FraudPatternIQ
Explainable pattern recognition for fraud detection and triage, combining interpretable feature analysis, structural and lexical signal scoring, and semi-supervised transaction graph modeling to improve fraud strategy refinement and uncover suspicious activity with limited labels.
The Problem
“Fraud is evolving faster than your rules—and your analysts can't keep up with alerts”
Organizations face these key challenges:
Rule-based alerts generate huge false-positive queues, delaying reviews and frustrating customers
Fraudsters quickly adapt (mule networks, account takeover, synthetic IDs), making static thresholds obsolete
Fraud signals are fragmented across systems (core banking, cards, device data), so investigators lack context
Tuning rules and thresholds becomes a never-ending cycle that still misses novel patterns
Impact When Solved
The Shift
Human Does
- •Write and maintain fraud rules/thresholds and exception lists
- •Manually review large volumes of alerts with limited context
- •Investigate cases by pulling data from multiple systems and documenting decisions
- •Perform periodic retrospective analysis after losses occur (chargebacks, claims)
Automation
- •Rules engine executes static checks (velocity, geolocation mismatch, blacklist hits)
- •Basic scoring models or vendor risk scores applied uniformly
- •Case management systems route alerts and track investigator notes
Human Does
- •Set risk policy (acceptable fraud loss vs customer friction) and decision thresholds by segment
- •Review high-risk, high-value, or low-confidence cases escalated by the model
- •Conduct model governance: monitor drift, bias, and performance; approve retraining and changes
AI Handles
- •Score transactions/accounts in real time using behavioral, device, and historical patterns
- •Detect anomalies and emerging fraud patterns (account takeover, synthetic identity, first-party fraud signals)
- •Prioritize and suppress alerts to reduce false positives; auto-approve low-risk activity
- •Enrich cases with entity resolution and link analysis (shared devices, addresses, IPs) and provide explanations
How FraudPatternIQ Operates in Practice
This is the business system being implemented: how work is routed, which decisions stay human, what gets automated, and how success is measured.
Operating Archetype
Recommend & Decide
AI analyzes and suggests. Humans make the call.
AI Role
Advisor
Human Role
Decision Maker
Authority Split
AI recommends; humans approve, reject, or modify the decision.
Operating Loop
This is the business workflow being implemented. The four solution levels are different ways to operationalize the same loop.
Assemble Context
Combine the relevant records, signals, and constraints.
Analyze
Evaluate options, risk, and likely outcomes.
Recommend
Present a ranked recommendation with supporting rationale.
Human Decision
A human accepts, edits, or rejects the recommendation.
Execute
Carry out the approved action in the operating workflow.
Feedback
Outcome data improves future recommendations.
Human Authority Boundary
- The system must not change fraud loss tolerance, customer friction targets, or decision thresholds without approval from fraud leadership.
Technologies
Technologies commonly used in FraudPatternIQ implementations:
Key Players
Companies actively working on FraudPatternIQ solutions:
Real-World Use Cases
Explainable feature and interaction analysis for fraud strategy refinement
Besides flagging suspicious payments, the AI also explains which transaction features and feature combinations make fraud more likely, helping fraud teams update rules and investigations.
Feature-driven fraud triage using structural and lexical indicators in financial text
Instead of only looking for exact scam keywords, the AI also checks message shape—like whether it is unusually long, pushes urgency, includes a link, or asks users to call a number.
Semi-supervised credit card fraud detection on transaction graphs
Treat each card transaction like a dot in a network and connect related transactions over time. The AI learns how risky a new transaction looks by comparing it with nearby patterns, even when only a small number of transactions have been manually labeled as fraud.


* **DIRECTIONS FOR THIS TASK**
Every record must appear in your copy exactly as written, with no pictures.

* **EXTRACTED MATERIAL**
--------------------------------

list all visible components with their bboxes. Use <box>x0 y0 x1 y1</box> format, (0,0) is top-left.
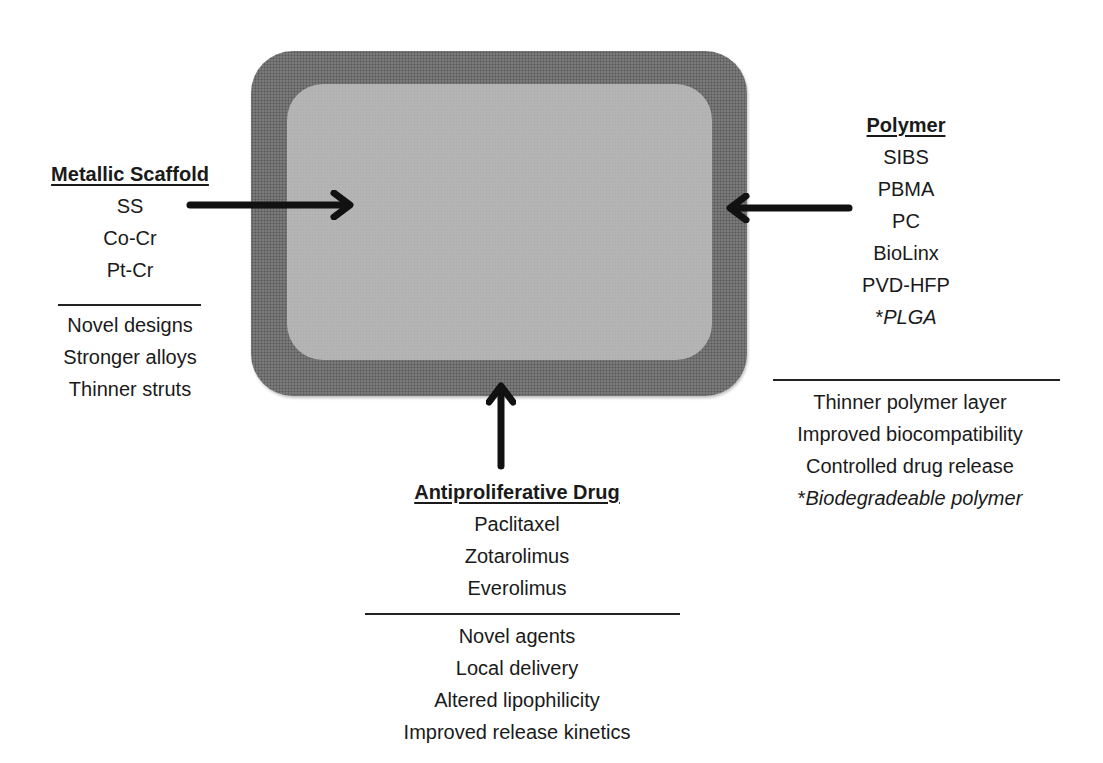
drug-item: Zotarolimus <box>367 540 667 572</box>
polymer-divider <box>773 379 1060 381</box>
drug-divider <box>365 613 680 615</box>
polymer-improvement: Controlled drug release <box>760 450 1060 482</box>
metallic-scaffold-item: Co-Cr <box>30 222 230 254</box>
polymer-item: PBMA <box>806 173 1006 205</box>
drug-improvement: Local delivery <box>367 652 667 684</box>
polymer-improvement-text: Biodegradeable polymer <box>805 487 1022 509</box>
stent-polymer-coating-frame <box>251 51 747 396</box>
stent-metallic-core <box>287 84 712 360</box>
drug-improvements: Novel agents Local delivery Altered lipo… <box>367 620 667 748</box>
drug-improvement: Improved release kinetics <box>367 716 667 748</box>
polymer-item: SIBS <box>806 141 1006 173</box>
polymer-item: PC <box>806 205 1006 237</box>
metallic-scaffold-divider <box>58 304 201 306</box>
drug-improvement: Novel agents <box>367 620 667 652</box>
metallic-scaffold-title: Metallic Scaffold <box>30 158 230 190</box>
metallic-scaffold-improvements: Novel designs Stronger alloys Thinner st… <box>30 309 230 405</box>
polymer-improvement: Thinner polymer layer <box>760 386 1060 418</box>
polymer-improvements: Thinner polymer layer Improved biocompat… <box>760 386 1060 514</box>
metallic-scaffold-improvement: Stronger alloys <box>30 341 230 373</box>
drug-improvement: Altered lipophilicity <box>367 684 667 716</box>
drug-item: Everolimus <box>367 572 667 604</box>
polymer-block: Polymer SIBS PBMA PC BioLinx PVD-HFP *PL… <box>806 109 1006 333</box>
polymer-item-text: PLGA <box>883 306 936 328</box>
drug-item: Paclitaxel <box>367 508 667 540</box>
polymer-improvement-biodegradable: *Biodegradeable polymer <box>760 482 1060 514</box>
polymer-item: BioLinx <box>806 237 1006 269</box>
antiproliferative-drug-title: Antiproliferative Drug <box>367 476 667 508</box>
polymer-title: Polymer <box>806 109 1006 141</box>
up-arrow-icon <box>486 380 516 470</box>
metallic-scaffold-item: Pt-Cr <box>30 254 230 286</box>
metallic-scaffold-block: Metallic Scaffold SS Co-Cr Pt-Cr <box>30 158 230 286</box>
metallic-scaffold-improvement: Thinner struts <box>30 373 230 405</box>
polymer-improvement: Improved biocompatibility <box>760 418 1060 450</box>
metallic-scaffold-improvement: Novel designs <box>30 309 230 341</box>
metallic-scaffold-item: SS <box>30 190 230 222</box>
polymer-item-biodegradable: *PLGA <box>806 301 1006 333</box>
antiproliferative-drug-block: Antiproliferative Drug Paclitaxel Zotaro… <box>367 476 667 604</box>
polymer-item: PVD-HFP <box>806 269 1006 301</box>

--------------------------------

* **OUTPUT OF THE EXERCISE**
list all visible components with their bboxes. Use <box>x0 y0 x1 y1</box> format, (0,0) is top-left.
drug-item: Zotarolimus <box>367 540 667 572</box>
polymer-divider <box>773 379 1060 381</box>
drug-divider <box>365 613 680 615</box>
polymer-improvement: Controlled drug release <box>760 450 1060 482</box>
metallic-scaffold-item: Co-Cr <box>30 222 230 254</box>
polymer-item: PBMA <box>806 173 1006 205</box>
drug-improvement: Local delivery <box>367 652 667 684</box>
polymer-improvement-text: Biodegradeable polymer <box>805 487 1022 509</box>
stent-polymer-coating-frame <box>251 51 747 396</box>
stent-metallic-core <box>287 84 712 360</box>
drug-improvements: Novel agents Local delivery Altered lipo… <box>367 620 667 748</box>
drug-improvement: Improved release kinetics <box>367 716 667 748</box>
polymer-item: SIBS <box>806 141 1006 173</box>
polymer-item: PC <box>806 205 1006 237</box>
metallic-scaffold-divider <box>58 304 201 306</box>
drug-improvement: Novel agents <box>367 620 667 652</box>
metallic-scaffold-title: Metallic Scaffold <box>30 158 230 190</box>
metallic-scaffold-improvements: Novel designs Stronger alloys Thinner st… <box>30 309 230 405</box>
polymer-improvement: Thinner polymer layer <box>760 386 1060 418</box>
polymer-improvements: Thinner polymer layer Improved biocompat… <box>760 386 1060 514</box>
metallic-scaffold-improvement: Stronger alloys <box>30 341 230 373</box>
drug-improvement: Altered lipophilicity <box>367 684 667 716</box>
drug-item: Everolimus <box>367 572 667 604</box>
polymer-block: Polymer SIBS PBMA PC BioLinx PVD-HFP *PL… <box>806 109 1006 333</box>
polymer-item-text: PLGA <box>883 306 936 328</box>
drug-item: Paclitaxel <box>367 508 667 540</box>
polymer-improvement-biodegradable: *Biodegradeable polymer <box>760 482 1060 514</box>
polymer-item: BioLinx <box>806 237 1006 269</box>
antiproliferative-drug-title: Antiproliferative Drug <box>367 476 667 508</box>
polymer-title: Polymer <box>806 109 1006 141</box>
up-arrow-icon <box>486 380 516 470</box>
metallic-scaffold-item: Pt-Cr <box>30 254 230 286</box>
metallic-scaffold-block: Metallic Scaffold SS Co-Cr Pt-Cr <box>30 158 230 286</box>
metallic-scaffold-improvement: Thinner struts <box>30 373 230 405</box>
polymer-improvement: Improved biocompatibility <box>760 418 1060 450</box>
metallic-scaffold-improvement: Novel designs <box>30 309 230 341</box>
metallic-scaffold-item: SS <box>30 190 230 222</box>
polymer-item-biodegradable: *PLGA <box>806 301 1006 333</box>
antiproliferative-drug-block: Antiproliferative Drug Paclitaxel Zotaro… <box>367 476 667 604</box>
polymer-item: PVD-HFP <box>806 269 1006 301</box>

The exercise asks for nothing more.